Soldier spends own money to develop military iPhone app

“Captain Jonathan J. Springer reached into his own pockets to produce the $26,000 needed to develop a new iPhone app, one specifically designed for American soldiers battling the Taliban,” Terrence O’Brien reports for Switched.

“The 31-year-old soldier worked with programmers to bring his idea of a navigation and targeting app to life,” O’Brien reports. “The result, called ‘Tactical Nav,’ should soon be available in the iTunes App Store for $0.99… The app is currently awaiting approval from Apple, but, once it’s approved, Captain Springer may start work on an iPad edition.”

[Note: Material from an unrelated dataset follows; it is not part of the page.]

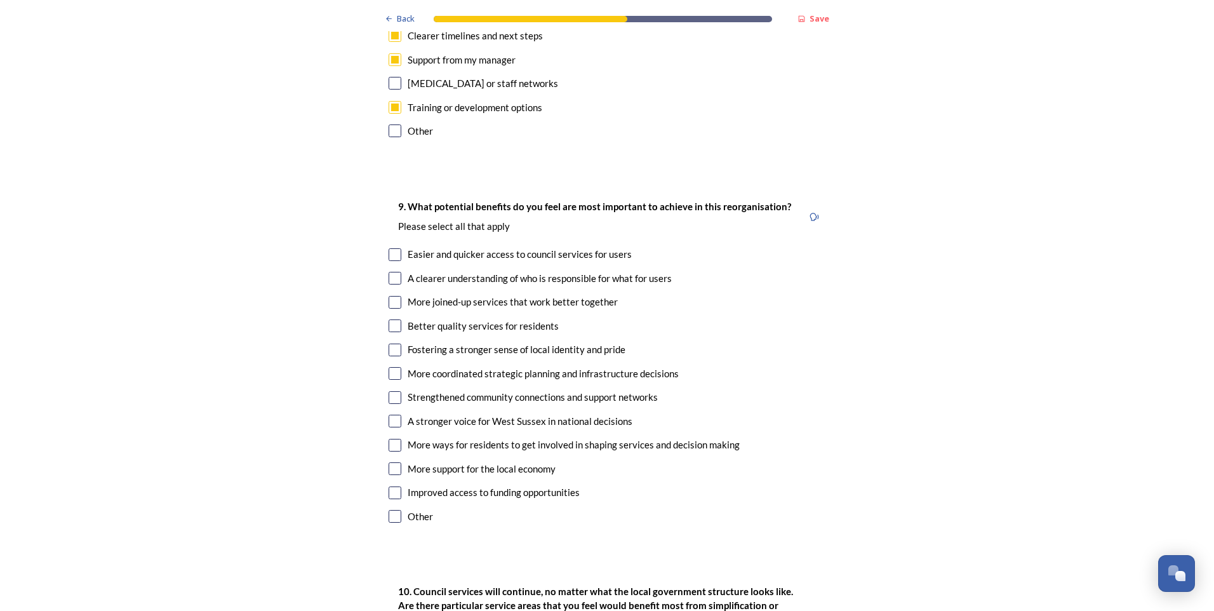  Describe the element at coordinates (819, 18) in the screenshot. I see `strong: Save` at that location.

O’Brien reports, “The app allows soldiers to snap photos of waypoints, and plot them on a map. These reference photos and coordinates can then be sent to other units to coordinate attacks and artillery fire. The app can be used not only to direct artillery, but also to call in helicopter support.”

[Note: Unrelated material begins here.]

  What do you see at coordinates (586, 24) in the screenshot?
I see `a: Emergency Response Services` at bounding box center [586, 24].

Read more in the full article here.

[Thanks to MacDailyNews Reader “Paul G.” for the heads up.]

32 Comments

  1. $26K is outrageous? How do you know? If it’s a pretty simple app, it’s a fair price. But iOS apps of any complexity at all take months to develop and requires expenses for design, QA, and testing. An app doesn’t have to be complicated to take over $100K to develop.

    If you think that’s high, I humbly recommend that you shut up and go to write your own app.

  2. So if apple approved this app they support war and killing of people? would be funny since this app could potentially be very offence to allot of people, just like the manhattan app. I don’t like the Taliban fighters either but apple us walking a very fine line here. This is an all made for killing people.

  3. This soldier needs to rethink his distribution idea. He wants the military to use it. He needs to buy the phones, load the ap, then re-sell the phones to the military for $9873.23 each as a pre-loaded nav device. It would get approved by the military much faster that way. And as a bonus, he can include a $756.98 hammer as an emergency destruction utility device as well.

  4. Most of the enemy try to severely restrict their cell phone use because they know we can track them. Next, this app is not intended as a stand alone item – it’s designed to work with and provide information to the IT systems behind the front line – which I would assume the enemy does not have – THUS, they cannot profit from it very easily. Finally, it would be fairly easy to design an app that required some form of authentication – so if an iOS device is lost, stolen, or captured, it would be rendered useless to the enemy, and make this app useless to them as well.

    The military is well ahead of all your questions… please move along in an orderly manner.

  5. @Milint

    What? Talibanis can call artillery and helicopter strikes? Oh, shit …

    Hold on … talibanis have iPhone 4?
    Then … just run Find MyPhone … and problem solved!

    On the other hand >$500B US military budget and soldiers put own $26K to get talibanis. WTF is happening in the US?